Without elaboration, Navalny regional-headquarters’ manager Leonid Volkov told Reuters that the activist’s movement intends “to compensate for his temporary absence so that smart voting wins.”

The influential media platform for Navalny’s investigations still functions. His Navalny Live! YouTube channel boasts 1.95 million subscribers and is regularly updated.

The activist’s website also continues to unveil video reports from his August campaigning trip through Siberia; the most recent, from Tomsk, alleges that payments to the city for electricity, water, or trash services go to support politicians from the ruling United Russia party.

His recently shuttered Anti-Corruption Foundation will continue its investigations, the organization’s director, Ivan Zhdanov, has pledged.

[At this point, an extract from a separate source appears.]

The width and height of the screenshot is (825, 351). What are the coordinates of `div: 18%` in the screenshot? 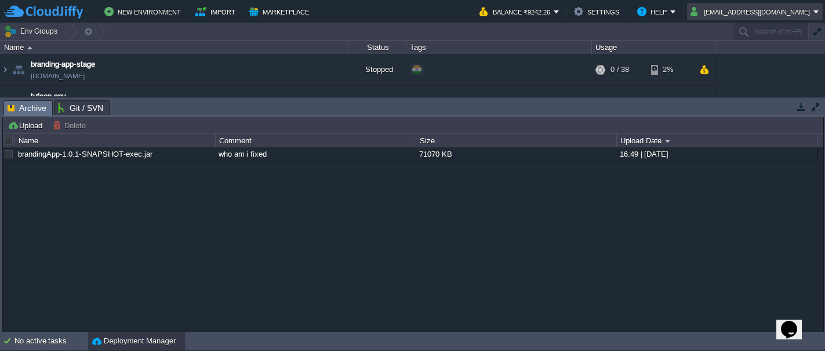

Foundation employees, though, recently have reportedly come under intense police scrutiny in the region of Tatarstan while pursuing one such investigation.

Two men in civilian clothes, suspected Interior Ministry employees, were filmed on September 2 putting Foundation lawyer Vladlen Los into an unmarked car in the regional seat, Kazan. The police deny all knowledge of Los’ whereabouts, according to Georgy Alburov, head of the Foundation’s investigations.

Alburov tweeted on the previous day that police had confiscated a drone and other technical equipment that the Foundation was using for an investigation in Tatarstan after a car blocked the vehicle in which his group was riding.

Police do not appear to have responded to these reports.

Protest Apologia, a non-profit group that defends detained protesters, attributes these incidents -- and the severe recent beating of opposition blogger Yegor Zhukov in Moscow -- to an uptick in civic activism ahead of Russia’s September 11-13 vote.

“Elections always increase the risks,” commented Aleksei Glukhov, the organization’s head.
Some opposition supporters, though, cannot even get on the ballot. As of September 3, over 300 complaints had been filed with the non-governmental election watchdog Golos (Voice or Vote) about refusals to register potential candidates, defamation campaigns against those rejected, and alleged voter intimidation and bribery.

Against this backdrop, to mobilize voters against the government, former Putin advisor Gleb Pavlovsky advised in a discussion with RFE/RL’s Russian Service, that Navalny’s movement should capitalize on the “energy” that comes from the public realizing that an attempt was made “to kill” Navalny.

Gallyamov, the former Putin speechwriter, predicts an increased protest vote, but believes that only Navalny’s death, an undesirable event, could make a major difference in that regard.

“Then, yes, there really will be a massive protest,” he said. “For now, everything will go on in the same sluggish way as before.”